I still can't get over my girl Whitney going out like that. I tried writing about it this morning and posted it with another publication. I didn't feel like hearing it from my resident racist trolls who like to hang in the fields, so if you want to read it you will have to go over there. (From the bad to worse department; her daughter was just rushed to the hospital.)
So anyway, this is Black History Month, and we are indeed living in an interesting time in our nation's history. In a lot of ways, we are even more segregated now than we were during the darkest days of Jim Crow. (h/t to Daniel for that article)
The rights of women are being trampled on by a few powerful people in Washington, and white scholars are openly wondering how the white working class and white bourgeoisie can unite as they were back in the days when they were clearly the the ruling class.
I guess, for Charles Murray (yes, the "Bell Curve" guy) and others like him, white power is slipping away at an alarming rate.
But all is not lost. I wonderful woman from the majority population sent me an e-mail after reading the story I posted about that basketball team from Pistolvania. It's a letter she penned to that school official who sat by and laughed while this incident was taking place. She has given me permission to share it:
"Dear Sir,
I read with interest of your failure to intervene in the recent "banana suit" incident at the basketball game.
I'm sure you meant well, and thought this was an innocuous form of trash talk from high spirited young people.
Allow me to tell you something about myself.
I am a 60 year old white woman who was born and raised in the deep South, where I still live.
During the civil rights era of the 1960s, my parents never marched or shouted, but they supported equal rights with their own quiet dignity.
Our church in Georgia split because some in the congregation voted to bar the doors to the church if black people attempted to worship with them.
My parents voted against this, and spoke up in church about what a profound ignorance of Christ was being evinced there.
After that, the KKK weekly newspaper published by J.B. Stoner (who killed the 4 little girls in Birmingham)
appeared regularly in our driveway. It was thrown there at night by someone who wanted to convince my parents of the error of their ways.
A regular feature of this paper was caricatures of ape-like black people holding bananas. It had photos of Africans with terrible diseases,
and claimed this was their normal appearance. It had pseudo-science claiming that Africans were not wholly human, but were descended from
matings between humans and monkeys. My parents didn't just throw these papers away---they burned them, but I still remember the images,
the ignorance and the hatred displayed there.
When I read of the taunting at the Brentwood ball game, I was reminded of the KKK newspaper and I was disgusted and angry at you,
the teenagers, and the entire Brentwood administration. I have since calmed down, and reminded myself that you people didn't grow up where and how I did,
so you don't know any better. However, it is now time for you to correct your embarrassing ignorance and your breach of good manners.
You and the student body need to apologize, sincerely, to the opposing team, and take measures that such a disgusting display never happens again.
Brentwood is a school? Educate yourselves!!!
Sincerely,
Dena..... "
Thank you Dena. Unfortunately, I am afraid that your wonderful letter will not do much good. But we can hope.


• [Requirement]: I would like you to output every record below exactly, apart from the pictures.

• [Available records]:
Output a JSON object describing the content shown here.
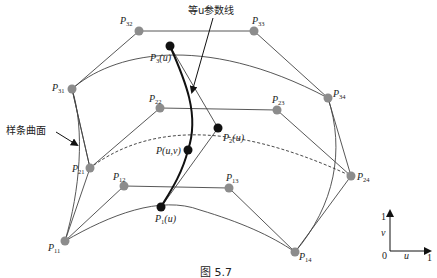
{
  "figure": {
    "caption": "图 5.7",
    "annotations": {
      "iso_u_line": "等u参数线",
      "spline_surface": "样条曲面"
    },
    "colors": {
      "control_point": "#8c8c8c",
      "curve_point": "#111111",
      "line": "#444444",
      "bold_curve": "#111111"
    },
    "control_points": [
      {
        "id": "P11",
        "base": "P",
        "sub": "11",
        "x": 65,
        "y": 241
      },
      {
        "id": "P12",
        "base": "P",
        "sub": "12",
        "x": 124,
        "y": 186
      },
      {
        "id": "P13",
        "base": "P",
        "sub": "13",
        "x": 229,
        "y": 188
      },
      {
        "id": "P14",
        "base": "P",
        "sub": "14",
        "x": 295,
        "y": 252
      },
      {
        "id": "P21",
        "base": "P",
        "sub": "21",
        "x": 90,
        "y": 168
      },
      {
        "id": "P22",
        "base": "P",
        "sub": "22",
        "x": 160,
        "y": 108
      },
      {
        "id": "P23",
        "base": "P",
        "sub": "23",
        "x": 277,
        "y": 110
      },
      {
        "id": "P24",
        "base": "P",
        "sub": "24",
        "x": 351,
        "y": 176
      },
      {
        "id": "P31",
        "base": "P",
        "sub": "31",
        "x": 72,
        "y": 89
      },
      {
        "id": "P32",
        "base": "P",
        "sub": "32",
        "x": 139,
        "y": 31
      },
      {
        "id": "P33",
        "base": "P",
        "sub": "33",
        "x": 254,
        "y": 31
      },
      {
        "id": "P34",
        "base": "P",
        "sub": "34",
        "x": 328,
        "y": 98
      }
    ],
    "curve_points": [
      {
        "id": "P1u",
        "label_base": "P",
        "label_sub": "1",
        "label_arg": "(u)",
        "x": 161,
        "y": 207
      },
      {
        "id": "P2u",
        "label_base": "P",
        "label_sub": "2",
        "label_arg": "(u)",
        "x": 218,
        "y": 128
      },
      {
        "id": "P3u",
        "label_base": "P",
        "label_sub": "3",
        "label_arg": "(u)",
        "x": 170,
        "y": 46
      },
      {
        "id": "Puv",
        "label_base": "P",
        "label_sub": "",
        "label_arg": "(u,v)",
        "x": 188,
        "y": 150
      }
    ],
    "param_axes": {
      "origin_label": "0",
      "u_label": "u",
      "u_max": "1",
      "v_label": "v",
      "v_max": "1"
    }
  }
}
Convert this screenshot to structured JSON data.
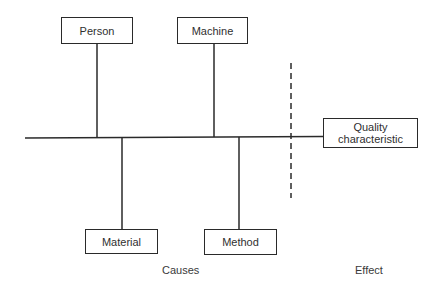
{
  "diagram": {
    "type": "cause-and-effect (fishbone)",
    "causes_top": [
      {
        "label": "Person"
      },
      {
        "label": "Machine"
      }
    ],
    "causes_bottom": [
      {
        "label": "Material"
      },
      {
        "label": "Method"
      }
    ],
    "effect": {
      "label_line1": "Quality",
      "label_line2": "characteristic"
    },
    "captions": {
      "causes": "Causes",
      "effect": "Effect"
    },
    "colors": {
      "line": "#2a2a2a",
      "background": "#ffffff",
      "text": "#2f2f2f"
    }
  }
}
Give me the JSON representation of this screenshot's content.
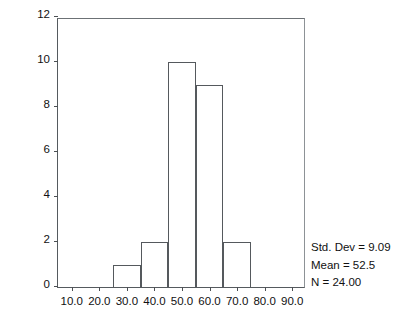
{
  "chart_data": {
    "type": "bar",
    "title": "",
    "xlabel": "",
    "ylabel": "Number of Cases",
    "categories": [
      "25-35",
      "35-45",
      "45-55",
      "55-65",
      "65-75"
    ],
    "values": [
      1,
      2,
      10,
      9,
      2
    ],
    "bin_width": 10,
    "bin_starts": [
      25,
      35,
      45,
      55,
      65
    ],
    "xlim": [
      5,
      95
    ],
    "ylim": [
      0,
      12
    ],
    "x_ticks": [
      "10.0",
      "20.0",
      "30.0",
      "40.0",
      "50.0",
      "60.0",
      "70.0",
      "80.0",
      "90.0"
    ],
    "x_tick_values": [
      10,
      20,
      30,
      40,
      50,
      60,
      70,
      80,
      90
    ],
    "y_ticks": [
      "0",
      "2",
      "4",
      "6",
      "8",
      "10",
      "12"
    ],
    "y_tick_values": [
      0,
      2,
      4,
      6,
      8,
      10,
      12
    ],
    "grid": false,
    "legend": "none",
    "bar_fill_color": "#ffffff",
    "bar_edge_color": "#55595d",
    "background_color": "#ffffff",
    "annotations": [
      "Std. Dev = 9.09",
      "Mean = 52.5",
      "N = 24.00"
    ]
  },
  "stats": {
    "std_dev": "Std. Dev = 9.09",
    "mean": "Mean = 52.5",
    "n": "N = 24.00"
  }
}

• [Exercise output]:
Output a JSON object describing the content shown here.
{
  "figure": {
    "caption": "图 5.7",
    "annotations": {
      "iso_u_line": "等u参数线",
      "spline_surface": "样条曲面"
    },
    "colors": {
      "control_point": "#8c8c8c",
      "curve_point": "#111111",
      "line": "#444444",
      "bold_curve": "#111111"
    },
    "control_points": [
      {
        "id": "P11",
        "base": "P",
        "sub": "11",
        "x": 65,
        "y": 241
      },
      {
        "id": "P12",
        "base": "P",
        "sub": "12",
        "x": 124,
        "y": 186
      },
      {
        "id": "P13",
        "base": "P",
        "sub": "13",
        "x": 229,
        "y": 188
      },
      {
        "id": "P14",
        "base": "P",
        "sub": "14",
        "x": 295,
        "y": 252
      },
      {
        "id": "P21",
        "base": "P",
        "sub": "21",
        "x": 90,
        "y": 168
      },
      {
        "id": "P22",
        "base": "P",
        "sub": "22",
        "x": 160,
        "y": 108
      },
      {
        "id": "P23",
        "base": "P",
        "sub": "23",
        "x": 277,
        "y": 110
      },
      {
        "id": "P24",
        "base": "P",
        "sub": "24",
        "x": 351,
        "y": 176
      },
      {
        "id": "P31",
        "base": "P",
        "sub": "31",
        "x": 72,
        "y": 89
      },
      {
        "id": "P32",
        "base": "P",
        "sub": "32",
        "x": 139,
        "y": 31
      },
      {
        "id": "P33",
        "base": "P",
        "sub": "33",
        "x": 254,
        "y": 31
      },
      {
        "id": "P34",
        "base": "P",
        "sub": "34",
        "x": 328,
        "y": 98
      }
    ],
    "curve_points": [
      {
        "id": "P1u",
        "label_base": "P",
        "label_sub": "1",
        "label_arg": "(u)",
        "x": 161,
        "y": 207
      },
      {
        "id": "P2u",
        "label_base": "P",
        "label_sub": "2",
        "label_arg": "(u)",
        "x": 218,
        "y": 128
      },
      {
        "id": "P3u",
        "label_base": "P",
        "label_sub": "3",
        "label_arg": "(u)",
        "x": 170,
        "y": 46
      },
      {
        "id": "Puv",
        "label_base": "P",
        "label_sub": "",
        "label_arg": "(u,v)",
        "x": 188,
        "y": 150
      }
    ],
    "param_axes": {
      "origin_label": "0",
      "u_label": "u",
      "u_max": "1",
      "v_label": "v",
      "v_max": "1"
    }
  }
}
Convert this screenshot to structured JSON data.
{
  "diagram": {
    "type": "cause-and-effect (fishbone)",
    "causes_top": [
      {
        "label": "Person"
      },
      {
        "label": "Machine"
      }
    ],
    "causes_bottom": [
      {
        "label": "Material"
      },
      {
        "label": "Method"
      }
    ],
    "effect": {
      "label_line1": "Quality",
      "label_line2": "characteristic"
    },
    "captions": {
      "causes": "Causes",
      "effect": "Effect"
    },
    "colors": {
      "line": "#2a2a2a",
      "background": "#ffffff",
      "text": "#2f2f2f"
    }
  }
}
Give me the JSON representation of this screenshot's content.
{
  "chart_data": {
    "type": "bar",
    "title": "",
    "xlabel": "",
    "ylabel": "Number of Cases",
    "categories": [
      "25-35",
      "35-45",
      "45-55",
      "55-65",
      "65-75"
    ],
    "values": [
      1,
      2,
      10,
      9,
      2
    ],
    "bin_width": 10,
    "bin_starts": [
      25,
      35,
      45,
      55,
      65
    ],
    "xlim": [
      5,
      95
    ],
    "ylim": [
      0,
      12
    ],
    "x_ticks": [
      "10.0",
      "20.0",
      "30.0",
      "40.0",
      "50.0",
      "60.0",
      "70.0",
      "80.0",
      "90.0"
    ],
    "x_tick_values": [
      10,
      20,
      30,
      40,
      50,
      60,
      70,
      80,
      90
    ],
    "y_ticks": [
      "0",
      "2",
      "4",
      "6",
      "8",
      "10",
      "12"
    ],
    "y_tick_values": [
      0,
      2,
      4,
      6,
      8,
      10,
      12
    ],
    "grid": false,
    "legend": "none",
    "bar_fill_color": "#ffffff",
    "bar_edge_color": "#55595d",
    "background_color": "#ffffff",
    "annotations": [
      "Std. Dev = 9.09",
      "Mean = 52.5",
      "N = 24.00"
    ]
  },
  "stats": {
    "std_dev": "Std. Dev = 9.09",
    "mean": "Mean = 52.5",
    "n": "N = 24.00"
  }
}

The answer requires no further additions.